Presidential candidates in hot pursuit of the crucial southern Black vote are now so much a part of the quadrennial election landscape that we sometimes forget it was not always this way: little more than fifty years ago, there was virtually no southern Black vote to pursue. While the constitutional right to cast a ballot had been the law of the land for nearly a century (at least for men,) a potent combination of Jim Crow laws, literacy tests, poll taxes, and outright violence systematically kept Black Americans in the South from exercising their right to vote.

Marchers at the 1963 March on Washington for Jobs and Freedom, 28 August 1963; courtesy of Wikimedia Commons.

And so might Black lives have continued to be overlooked at the ballot box, but for one historic piece of legislation — the landmark Voting Rights Act of 1965, which finally put the weight and enforcement muscle of the federal government behind the Fifteenth Amendment.

The brutal battle for passage of the VRA is a tale with two great protagonists: the indomitable civil rights movement, led by Dr. Martin Luther King, and President Lyndon Johnson. The alliance forged between these two powerful forces was a shaky affair, often strained to the breaking point. But somehow it held — long enough, anyway, to produce what is by nearly every account the most consequential piece of civil rights legislation in American history.

Within two years of its passage, the 1965 law had led to dramatic increases in black voter registration throughout the South. In Mississippi alone, the increase was tenfold — from 6% in 1965 to 60% in 1967. Across eleven southern states, 800,000 citizens of color added their names to the registration rolls, and that was just the beginning.
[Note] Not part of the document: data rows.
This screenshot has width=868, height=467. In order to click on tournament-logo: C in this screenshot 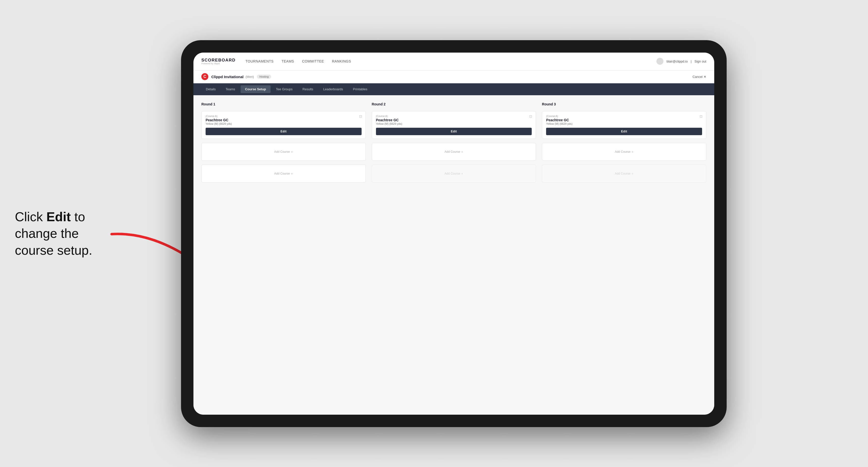, I will do `click(205, 77)`.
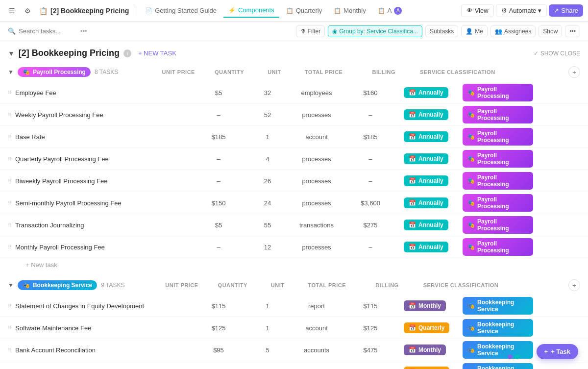 This screenshot has height=369, width=588. I want to click on unit-cell: account, so click(317, 328).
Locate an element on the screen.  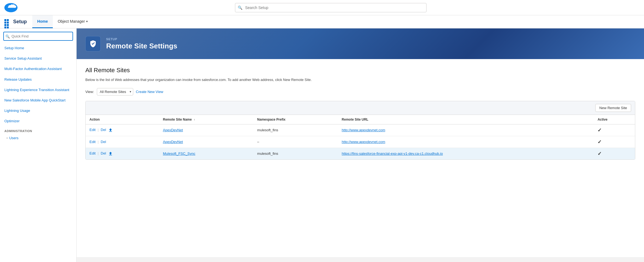
page-header: SETUP Remote Site Settings is located at coordinates (360, 44).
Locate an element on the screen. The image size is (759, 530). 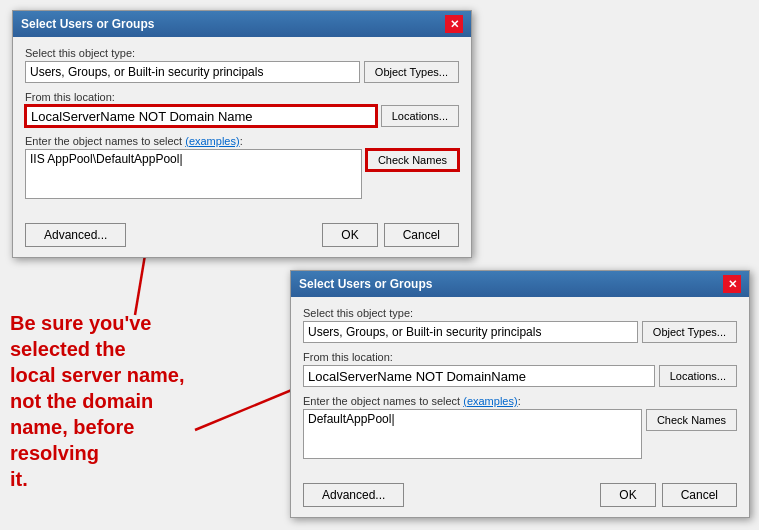
dialog-1-object-type-label: Select this object type: is located at coordinates (242, 53).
President Johnson and Martin Luther King Jr. at the signing ceremony for the Voting Rights Act, August 6, 1965; courtesy of the Lyndon B. Johnson Presidential Library.
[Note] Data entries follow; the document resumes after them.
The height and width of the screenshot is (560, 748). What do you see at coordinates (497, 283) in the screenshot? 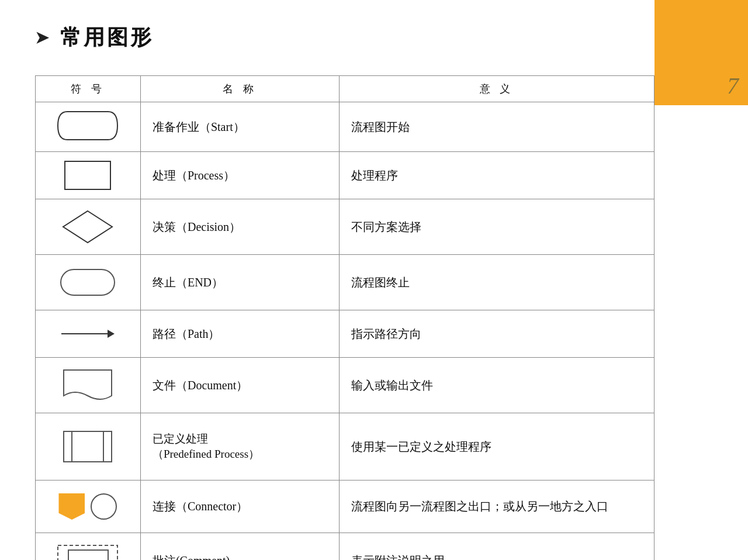
I see `meaning-end: 流程图终止` at bounding box center [497, 283].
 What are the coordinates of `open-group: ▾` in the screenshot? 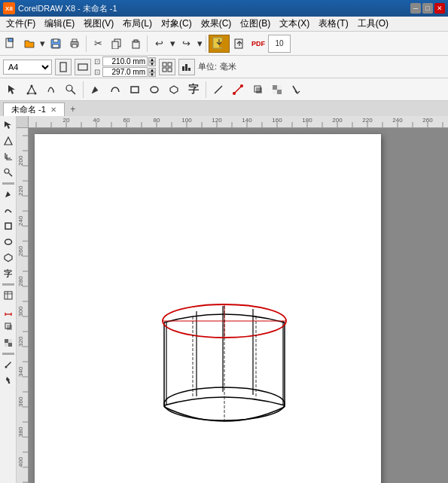 It's located at (33, 44).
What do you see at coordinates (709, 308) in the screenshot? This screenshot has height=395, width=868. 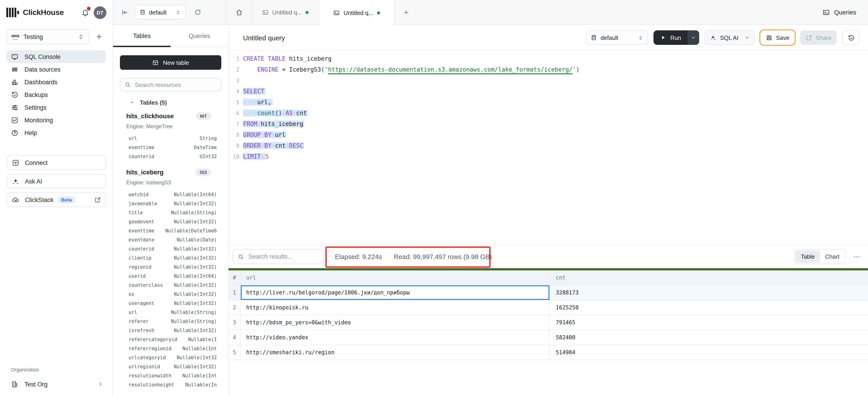 I see `row-cnt-cell: 1625250` at bounding box center [709, 308].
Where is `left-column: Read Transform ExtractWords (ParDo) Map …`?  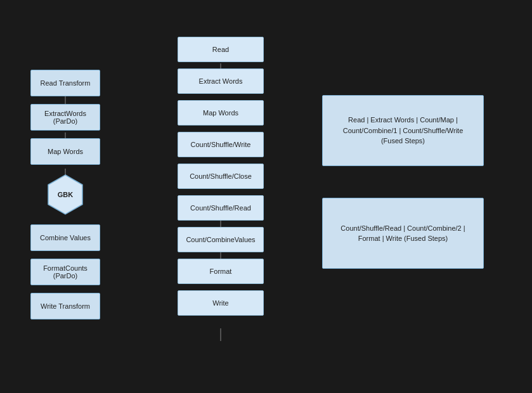
left-column: Read Transform ExtractWords (ParDo) Map … is located at coordinates (65, 195).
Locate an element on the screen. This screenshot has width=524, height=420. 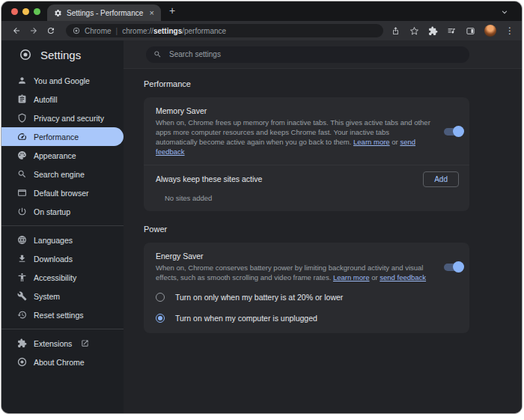
energy-saver-toggle is located at coordinates (454, 267).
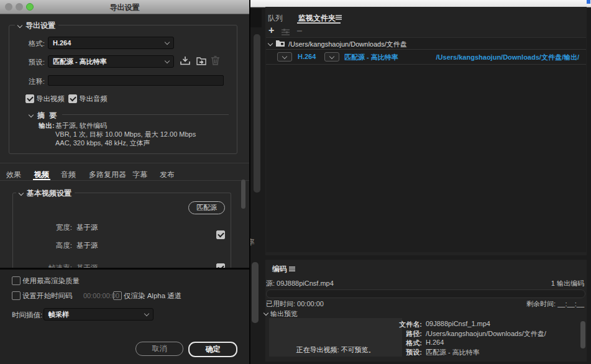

How this all happened — how a White southerner thrust suddenly into the Oval Office found common cause with a civil rights movement that would not be denied — is the story told in episode five of “LBJ and the Great Society.” Narrated by Melody Barnes, a former senior aide to President Barack Obama, the series uses largely unheard audio archives from the LBJ Library to open a window on a transformative moment in U.S. history, and the towering, complicated figure at the center of it all.

This podcast will focus on the extraordinarily eventful eight-month period — January to August 1965 — when the battle for Voting Rights was joined and ultimately fought to a successful conclusion.

Southern African-Americans weren’t the only people enfranchised by the bill. In 1975, the VRA was amended with the addition of Section 203 to protect Americans that weren’t English literate, stating:

“Whenever any State or political subdivision [covered by the section] provides registration or voting notices, forms, instructions, assistance, or other materials or information relating to the electoral process, including ballots, it shall provide them in the language of the applicable minority group as well as in the English language.”

Spanish is the second most common language spoken in the United States (after English), and as Latinos are expected to become the largest minority group in the American electorate in 2020, their political concerns are taking the stage now more than ever before.

Demographic tides in the U.S. will continue to change. But it is on the grounds of the Voting Rights Act that each American, regardless of their race, language, or ability, stands to make civic change by casting their ballot. Decades after his presidency, LBJ’s legacy is not done shaping our society.

This article was written with contributions from Steve Atlas, Executive Producer of “LBJ and the Great Society.” Listen to “LBJ and the Great Society” every Tuesday, wherever you listen to podcasts.